A Highlander Fable
© 2001...Rory V. Pascual

AUTHOR'S NOTE: This short story was inspired by a  piece of cyberart that was created by Lynn G. way back  in 1999. (ATTACHED BELOW) Although I do not remember  the exact date when I wrote this story, I perfectly  remember the circumstances. It's up to you, the  reader, to guess when this little fable was written.  Thank you, Lynn, for allowing me to post your artwork  along with this story.


        There once was a young woman who dreamed of Immortals.  Day in and day out, she would stay in a quiet corner  of the Watcher's library, reading about the lives and  adventures of these beings blessed with eternal life 

        But there was one Immortal who has captured her mind  and heart. 

        "A warrior, a lover, a wanderer," she read in the  journal of her superior, the man who was this  Immortal's Watcher and best friend. 

        An apt description, she thought. In her mind, however,  he was so much more than that -- the kind of man she  always dreams would fill her lonely life. A man who  literally shone with goodness, like the bright summer  sun. A man, who by his very presence, warms an aching  heart. 

        But she knew she was just suffering from a delusion.  She was doomed to live a humdrum life of normalcy. A  Watcher she may be, but her duties lay behind a desk,  to catalogue the chronicles of the Immortals. She was  also a physician to her colleagues, who somehow came  too close to the line of fire. 

        Oh, how she wished she could be like the majority of  their clandestine group -- watching, observing, never  interfering. Well, maybe not interfering, but  interacting. Her superior was doing it. Why not she?  Still, what an irony her life was! She was a Watcher,  and yet she's not one. She wanted to BE a Watcher. She  wanted to watch HIM. 

        As the months turned into years, she watched with envy  as her colleagues went on their respective  assignments. Same also for her superior, who,  unknowingly, was fuelling her unrequited desire to be  in this "other" world by sharing with her the  chronicles of "his" Immortal. Always the same people.  Never her. When she also read about the people, both  mortal and Immortal, who had gone to see this godling,  like addicts who craved for more of his company, she  would just find the tears trickling from her eyes,  wetting the journal she was reading. 

        With time, she grew to hate them. Most of all, she  hated herself, many times thinking if she should end  her miserable, lonely existence once and for all. What  was it to imagine when one will never experience the  reality? How long could one continue to dream of  reaching that unreachable star? 

        Rather than wallow in regret for what could never be,  she immersed herself in her work, hoping that she  could forget, lose the obsession that had a tight grip  on her heart and soul. 

        Probably noting her restlessness and sorrow, her  superior decided to give her her first field  assignment. She didn't like it. The Immortal she was  tasked to watch was an evil man, the complete opposite  of the Immortal she so admired. Unfortunately, she  could not choose whom she should watch. 

        Strangely enough, this Immortal brought her back to  the man she always dreamed of. The fiend had set a  trap. Someone would shoot their prey in the back and,  while he lay dead, her Immortal would take his head.  She knew she couldn't let this happen. 

        When she saw the raised gun, she didn't think twice.  She ran forward, calling out his name. She saw him  look at her, surprise on his face. Then, pain slammed  into her chest, and she fell into darkness. 

        When she opened her eyes, she surveyed the stillness  of the cemetery around her. Her superior was there,  and so was his friend, the Immortal she had saved.  Both gazed sadly at the gravestone before them, her  name neatly etched in the marble along with the dates  of her birth and death. 

        The Watcher was telling him about her -- about the  good she had done to many people, the way she had  placed the needs of others above her own. 

        "Why did she do it, Joe?" the Immortal asked in  sorrow. 

        "She read your chronicles," her superior replied.  "That's all she ever reads for a length of time." 

        They looked at each other for a moment, and the  Immortal realized what his friend was trying to tell  him -- that he had meant very much to her, even if he  had been just a dim shadow in her life. 

        "I wish I could've known her," the Immortal whispered,  a tear falling down his cheek. 

        Unseen by the two men, the woman leaned forward and  kissed the Immortal tenderly on the brow, as she began  to weep as well. 

        Feeling the warm light behind her beckoning, she said  sadly, "It's too late for that."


_EXERCISE DIRECTIONS_: Using the data below, print exactly the line with "List each element", the line with "Decompose this screenshot", and every line between them, but none of the pictures.

_DATA EXTRACTS_:
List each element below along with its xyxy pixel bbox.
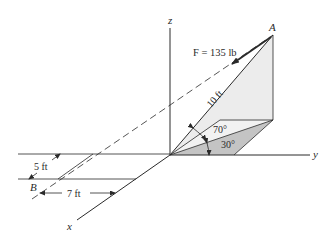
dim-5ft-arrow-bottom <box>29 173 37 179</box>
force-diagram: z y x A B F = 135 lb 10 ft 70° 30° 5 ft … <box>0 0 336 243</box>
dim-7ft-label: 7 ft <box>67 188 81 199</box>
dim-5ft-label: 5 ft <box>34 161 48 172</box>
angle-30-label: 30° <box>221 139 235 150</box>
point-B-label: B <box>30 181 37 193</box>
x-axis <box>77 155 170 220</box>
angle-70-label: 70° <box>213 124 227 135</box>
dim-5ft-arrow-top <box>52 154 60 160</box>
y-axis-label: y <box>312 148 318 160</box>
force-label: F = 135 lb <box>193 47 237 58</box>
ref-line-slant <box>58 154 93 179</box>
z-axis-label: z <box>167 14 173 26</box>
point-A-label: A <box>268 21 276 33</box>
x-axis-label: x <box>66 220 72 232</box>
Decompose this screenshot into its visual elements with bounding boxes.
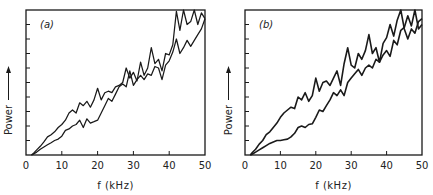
---
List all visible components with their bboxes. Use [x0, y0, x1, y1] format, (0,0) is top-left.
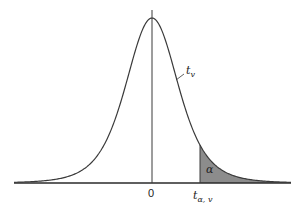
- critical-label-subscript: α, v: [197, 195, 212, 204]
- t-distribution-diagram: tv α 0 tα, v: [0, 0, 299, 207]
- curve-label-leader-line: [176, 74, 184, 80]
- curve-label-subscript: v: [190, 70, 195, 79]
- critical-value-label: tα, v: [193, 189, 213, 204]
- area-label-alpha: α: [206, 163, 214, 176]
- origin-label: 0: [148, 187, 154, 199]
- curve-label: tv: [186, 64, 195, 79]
...
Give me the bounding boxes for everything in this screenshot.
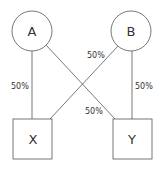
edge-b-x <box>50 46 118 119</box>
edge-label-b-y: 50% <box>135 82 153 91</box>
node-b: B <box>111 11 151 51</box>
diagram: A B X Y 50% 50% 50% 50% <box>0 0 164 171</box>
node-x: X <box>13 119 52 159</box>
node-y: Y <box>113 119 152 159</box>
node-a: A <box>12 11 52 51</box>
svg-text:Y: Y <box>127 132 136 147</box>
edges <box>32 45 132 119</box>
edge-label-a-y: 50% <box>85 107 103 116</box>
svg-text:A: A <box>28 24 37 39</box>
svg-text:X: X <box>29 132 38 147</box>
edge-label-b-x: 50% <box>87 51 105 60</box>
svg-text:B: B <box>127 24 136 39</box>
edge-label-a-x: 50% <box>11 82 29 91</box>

_SOLUTION TO THIS PROBLEM_:
List each element below along with its xyxy pixel bbox.
dim-5ft-arrow-bottom <box>29 173 37 179</box>
force-diagram: z y x A B F = 135 lb 10 ft 70° 30° 5 ft … <box>0 0 336 243</box>
dim-7ft-label: 7 ft <box>67 188 81 199</box>
dim-5ft-label: 5 ft <box>34 161 48 172</box>
angle-30-label: 30° <box>221 139 235 150</box>
point-B-label: B <box>30 181 37 193</box>
x-axis <box>77 155 170 220</box>
angle-70-label: 70° <box>213 124 227 135</box>
dim-5ft-arrow-top <box>52 154 60 160</box>
y-axis-label: y <box>312 148 318 160</box>
force-label: F = 135 lb <box>193 47 237 58</box>
ref-line-slant <box>58 154 93 179</box>
z-axis-label: z <box>167 14 173 26</box>
point-A-label: A <box>268 21 276 33</box>
x-axis-label: x <box>66 220 72 232</box>
Decompose this screenshot into its visual elements with bounding boxes.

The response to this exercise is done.